House Panel Proposes Cutting President’s Budget for National Service and Social Innovation
July 10, 2009 | Read Time: 2 minutes
A House subcommittee today proposed cutting President Obama’s 2010 budget for the Corporation for National and Community Service by $90-million — including trimming the new Social Innovation Fund from $50-million to $35-million.
The House Appropriations Labor, Health and Human Services, and Education Subcommittee proposed increasing the agency’s budget from almost $890-million in fiscal year 2009 to $1.06-billion in fiscal year 2010.

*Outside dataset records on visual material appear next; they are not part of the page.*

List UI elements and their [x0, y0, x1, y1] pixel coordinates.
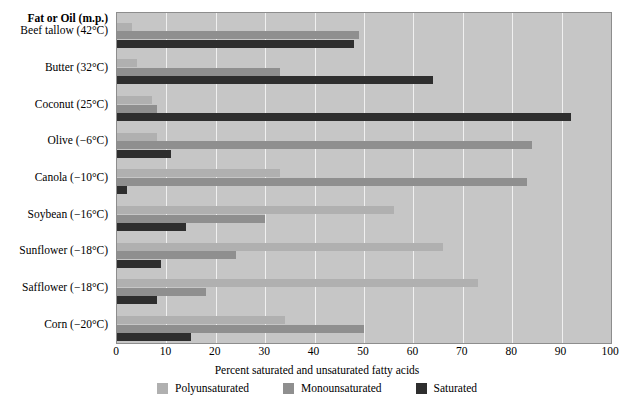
bar [117, 296, 157, 304]
bar [117, 96, 152, 104]
category-label-column: Fat or Oil (m.p.) Beef tallow (42°C)Butt… [0, 12, 112, 342]
x-axis-ticks: 0102030405060708090100 [116, 344, 610, 362]
bar [117, 260, 161, 268]
category-label: Corn (−20°C) [0, 318, 108, 330]
bar [117, 31, 359, 39]
bar-group [117, 160, 611, 197]
x-tick-label: 20 [209, 344, 221, 358]
bar [117, 178, 527, 186]
x-tick-label: 0 [113, 344, 119, 358]
bar [117, 215, 265, 223]
bar [117, 133, 157, 141]
x-tick-label: 50 [357, 344, 369, 358]
plot-area [116, 12, 612, 344]
x-tick-label: 10 [160, 344, 172, 358]
x-tick-label: 60 [407, 344, 419, 358]
legend-swatch-monounsaturated [283, 383, 294, 394]
bar-group [117, 86, 611, 123]
legend-item: Polyunsaturated [157, 381, 249, 395]
chart-legend: PolyunsaturatedMonounsaturatedSaturated [0, 381, 634, 395]
bar-group [117, 13, 611, 50]
bar [117, 59, 137, 67]
legend-item: Saturated [416, 381, 477, 395]
legend-label: Monounsaturated [301, 381, 381, 395]
bar-group [117, 233, 611, 270]
legend-item: Monounsaturated [283, 381, 381, 395]
x-tick-label: 80 [505, 344, 517, 358]
bar [117, 169, 280, 177]
bar [117, 105, 157, 113]
legend-swatch-saturated [416, 383, 427, 394]
category-column-header: Fat or Oil (m.p.) [0, 12, 108, 24]
x-tick-label: 70 [456, 344, 468, 358]
bar [117, 141, 532, 149]
bar [117, 316, 285, 324]
bar [117, 333, 191, 341]
category-label: Butter (32°C) [0, 61, 108, 73]
category-label: Olive (−6°C) [0, 134, 108, 146]
category-label: Coconut (25°C) [0, 98, 108, 110]
bar [117, 251, 236, 259]
category-label: Sunflower (−18°C) [0, 244, 108, 256]
bar-group [117, 270, 611, 307]
x-tick-label: 100 [601, 344, 618, 358]
bar [117, 113, 571, 121]
x-axis-title: Percent saturated and unsaturated fatty … [0, 363, 634, 377]
bar [117, 206, 394, 214]
bar [117, 68, 280, 76]
legend-label: Saturated [434, 381, 477, 395]
category-label: Soybean (−16°C) [0, 208, 108, 220]
bar [117, 279, 478, 287]
bar [117, 288, 206, 296]
bar-group [117, 306, 611, 343]
bar-group [117, 123, 611, 160]
legend-label: Polyunsaturated [175, 381, 249, 395]
bar-group [117, 196, 611, 233]
category-label: Beef tallow (42°C) [0, 24, 108, 36]
bar [117, 243, 443, 251]
category-label: Safflower (−18°C) [0, 281, 108, 293]
gridline [611, 13, 612, 343]
bar [117, 325, 364, 333]
bar [117, 223, 186, 231]
bar [117, 150, 171, 158]
bar [117, 186, 127, 194]
category-label: Canola (−10°C) [0, 171, 108, 183]
bar [117, 76, 433, 84]
bar [117, 40, 354, 48]
bar-group [117, 50, 611, 87]
bar [117, 23, 132, 31]
x-tick-label: 40 [308, 344, 320, 358]
x-tick-label: 90 [555, 344, 567, 358]
x-tick-label: 30 [258, 344, 270, 358]
fatty-acid-bar-chart: Fat or Oil (m.p.) Beef tallow (42°C)Butt… [0, 0, 634, 413]
legend-swatch-polyunsaturated [157, 383, 168, 394]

But President Obama had proposed $1.15-billion, partly to expand the AmeriCorps program and create the Social Innovation Fund, which will award grants to help nonprofit groups expand innovative social projects, or start promising new ones. Both were authorized by the Edward M. Kennedy Serve America Act that was signed into law last April.
“The subcommittee will consider further expansion of service and volunteer programs once the Corporation for National and Community Service has demonstrated that is has made improvement in its internal operations,” Rep. David R. Obey, the Wisconsin Democrat who chairs the Appropriations Committee, said in a statement.

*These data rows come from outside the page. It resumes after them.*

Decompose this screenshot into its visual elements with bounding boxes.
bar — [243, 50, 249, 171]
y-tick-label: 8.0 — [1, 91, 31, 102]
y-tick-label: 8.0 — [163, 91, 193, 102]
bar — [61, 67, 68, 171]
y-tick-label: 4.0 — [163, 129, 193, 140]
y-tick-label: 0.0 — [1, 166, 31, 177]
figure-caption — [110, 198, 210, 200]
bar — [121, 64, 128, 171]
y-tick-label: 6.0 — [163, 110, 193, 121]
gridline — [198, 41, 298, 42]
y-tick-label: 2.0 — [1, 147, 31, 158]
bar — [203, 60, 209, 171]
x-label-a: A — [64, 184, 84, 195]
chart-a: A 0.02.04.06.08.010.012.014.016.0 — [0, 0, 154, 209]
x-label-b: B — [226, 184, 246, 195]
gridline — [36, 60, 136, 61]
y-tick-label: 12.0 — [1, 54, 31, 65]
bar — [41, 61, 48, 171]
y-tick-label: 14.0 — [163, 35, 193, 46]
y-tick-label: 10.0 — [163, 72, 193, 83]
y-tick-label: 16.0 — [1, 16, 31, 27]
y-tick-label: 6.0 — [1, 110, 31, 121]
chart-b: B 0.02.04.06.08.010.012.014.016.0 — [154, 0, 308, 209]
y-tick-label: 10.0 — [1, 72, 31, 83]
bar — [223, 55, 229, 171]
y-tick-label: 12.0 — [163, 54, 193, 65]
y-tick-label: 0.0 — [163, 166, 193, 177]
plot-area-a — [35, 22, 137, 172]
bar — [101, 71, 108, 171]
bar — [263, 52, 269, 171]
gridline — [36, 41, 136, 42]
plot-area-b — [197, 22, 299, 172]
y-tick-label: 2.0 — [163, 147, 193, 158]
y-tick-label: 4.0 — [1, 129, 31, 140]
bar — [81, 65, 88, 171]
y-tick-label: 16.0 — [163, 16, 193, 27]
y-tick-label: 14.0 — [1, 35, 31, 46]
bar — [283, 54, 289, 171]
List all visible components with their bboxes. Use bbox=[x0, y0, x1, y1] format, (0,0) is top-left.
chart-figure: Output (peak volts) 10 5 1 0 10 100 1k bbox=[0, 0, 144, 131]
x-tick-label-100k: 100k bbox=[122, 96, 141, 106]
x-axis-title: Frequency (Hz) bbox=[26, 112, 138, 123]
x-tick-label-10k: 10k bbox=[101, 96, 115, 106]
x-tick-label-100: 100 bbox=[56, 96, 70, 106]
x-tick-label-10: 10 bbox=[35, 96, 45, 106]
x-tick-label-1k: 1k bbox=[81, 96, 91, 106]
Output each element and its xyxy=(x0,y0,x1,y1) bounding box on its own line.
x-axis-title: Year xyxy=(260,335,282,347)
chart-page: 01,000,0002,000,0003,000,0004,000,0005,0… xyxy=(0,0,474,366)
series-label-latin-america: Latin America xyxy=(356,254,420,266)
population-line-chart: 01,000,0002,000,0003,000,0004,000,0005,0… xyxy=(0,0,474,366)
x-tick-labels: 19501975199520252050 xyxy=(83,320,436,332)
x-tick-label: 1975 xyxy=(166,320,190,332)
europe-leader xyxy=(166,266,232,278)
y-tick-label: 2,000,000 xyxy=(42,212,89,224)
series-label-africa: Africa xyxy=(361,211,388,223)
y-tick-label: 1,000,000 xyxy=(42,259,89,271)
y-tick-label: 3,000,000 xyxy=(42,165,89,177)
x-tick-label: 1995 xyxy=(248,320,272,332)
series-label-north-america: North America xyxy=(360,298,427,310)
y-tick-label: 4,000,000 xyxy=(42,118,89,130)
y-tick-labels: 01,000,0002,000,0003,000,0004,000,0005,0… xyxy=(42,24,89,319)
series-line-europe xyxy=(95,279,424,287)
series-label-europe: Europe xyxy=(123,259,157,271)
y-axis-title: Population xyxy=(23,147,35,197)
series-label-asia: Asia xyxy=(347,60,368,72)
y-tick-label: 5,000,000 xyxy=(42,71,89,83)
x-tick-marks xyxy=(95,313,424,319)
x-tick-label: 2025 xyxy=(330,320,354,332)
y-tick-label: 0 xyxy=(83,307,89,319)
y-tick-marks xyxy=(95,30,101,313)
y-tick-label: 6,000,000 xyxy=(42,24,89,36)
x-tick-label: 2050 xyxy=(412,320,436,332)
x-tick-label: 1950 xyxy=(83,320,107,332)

President Obama’s budget did not cover everything included in the Serve America Act, which created an array of new volunteer programs, due to budget constraints. (See The Chronicle’s interview with Nicola Goren, acting chief executive of the corporation, on that topic.)
But the president did include the $50-million the bill authorized for the Social Innovation Fund — and he touted the new fund at an event at the White House last week.
The spending bill now goes to the full House Appropriations Committee. The Senate will adopt its own version.
Voices for National Service, a coalition of national service programs and state service commissions, asked supporters to urge Congress to fully finance the president’s request, saying service programs can help people hit by the economic crisis.
It said in an e-mail message that the Corporation for National and Community Service had focused on improving its management practices over the past six years and that the Serve America Act would introduce new internal controls and policies to strengthen its accountability.